FlyerTalk Forums - View Single Post - why did BA send me to a hotel when flight was clearly cancelled by weather?
Old Jul 4, 2016 | 2:19 pm
  #2  
rossmacd
10 Countries Visited
All eyes on you!
15 Years on Site
 
Join Date: Jan 2010
Posts: 7,463
Originally Posted by Siberian_Viktorya
(this is absolutely NOT a complaint )


I was flying on a BA flight on a paid ticket. Probably one of the cheapest available when I booked it and I have absolutely no status with BA or any OW carrier.

The flight got cancelled and weather was clearly the reason. Since it was the last flight of the day, I started looking for hotel rooms on my phone, while standing in line to get rebooked for the next day's flight.

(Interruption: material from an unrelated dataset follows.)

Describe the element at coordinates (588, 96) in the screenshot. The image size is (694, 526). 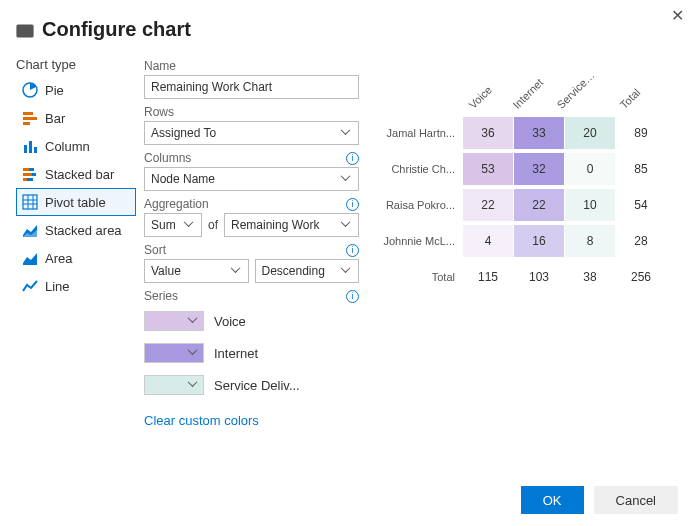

To my amazement, the BA handling agent gave me boarding passes for the next morning, as well as a hotel voucher. At first, I thought it was some kind of discount voucher, but she said it was free. On the hotel shuttle, I saw an elderly couple(maybe 85 to 90?) who were on my flight. They said they also got the hotel room for free. All three of us had no clue as to why. The front desk checked me and did ask for a credit card to cover incidentals. I asked again if it was free and he said BA was paying for the room, as well as the breakfast next morning(which was about $14 in USD, if I had to pay for the breakfast buffet myself) The room would have cost me $118 in USD if I booked it on their website that night, but I assume BA probably had special rates for as little as half that?

Like I said, this is not a complaint. I'm just puzzled. Is this how BA does things? I have very little experience flying BA and it was the first time I've encountered a delay/cancellation with them.

Thanks!
I am assuming you are more used to North American carriers?

In Europe, carriers are bound by EU regulation for air passenger consumer protection, called EC261/2004, where the carrier must provide accommodation for significant (overnight) delays in any circumstance (weather, technical, crew availability etc). Meals and communication expenses are usually covered also.

The North American carriers (when not flying in and out of the EU) are not held up to the same level of consumer protection.